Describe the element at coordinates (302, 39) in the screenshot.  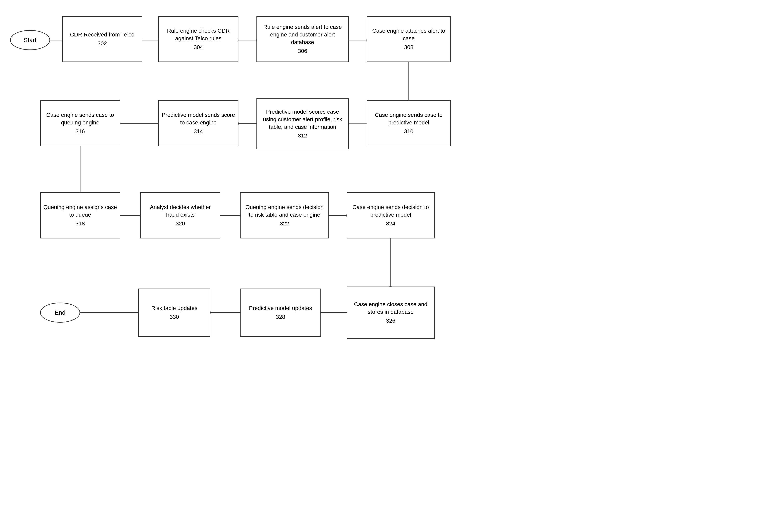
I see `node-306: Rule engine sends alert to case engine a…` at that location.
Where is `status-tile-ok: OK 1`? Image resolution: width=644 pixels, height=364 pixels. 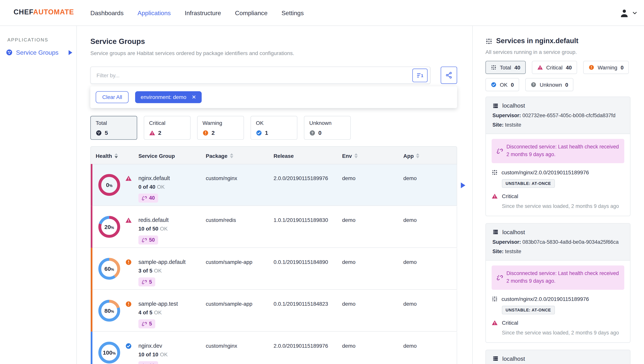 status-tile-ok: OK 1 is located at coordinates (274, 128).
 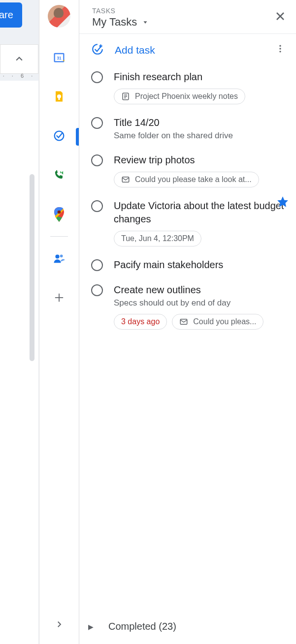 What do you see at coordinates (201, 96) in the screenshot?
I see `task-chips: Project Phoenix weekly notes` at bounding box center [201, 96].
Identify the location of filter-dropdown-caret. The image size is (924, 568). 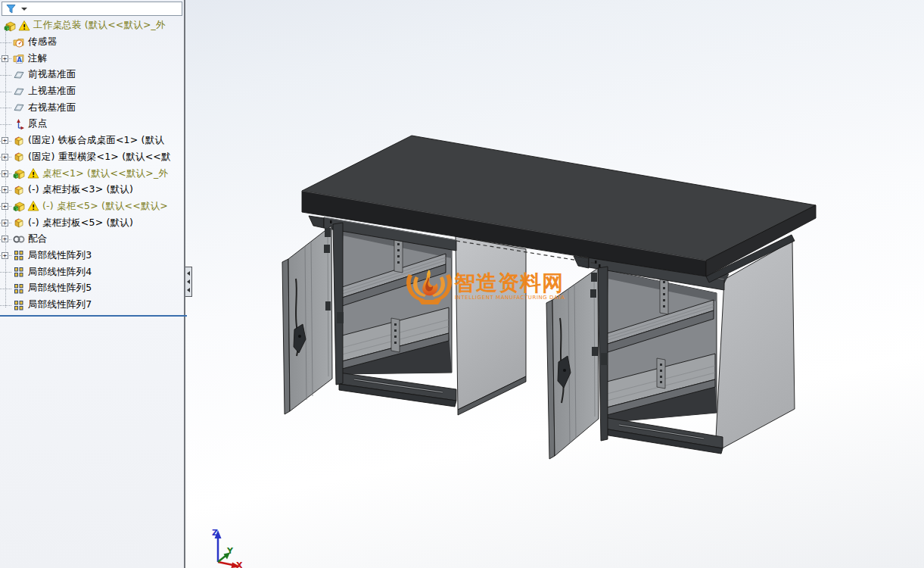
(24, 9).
· · · · · · ·
§ **ACTION ITEM**
Exactly the lines from the one with "Identify the location" to the last line of the listing are wanted, both ends included and pictures excluded.

§ **TASK RESPONSE**
Identify the location of filter-dropdown-caret. The image size is (924, 568). 
(24, 9).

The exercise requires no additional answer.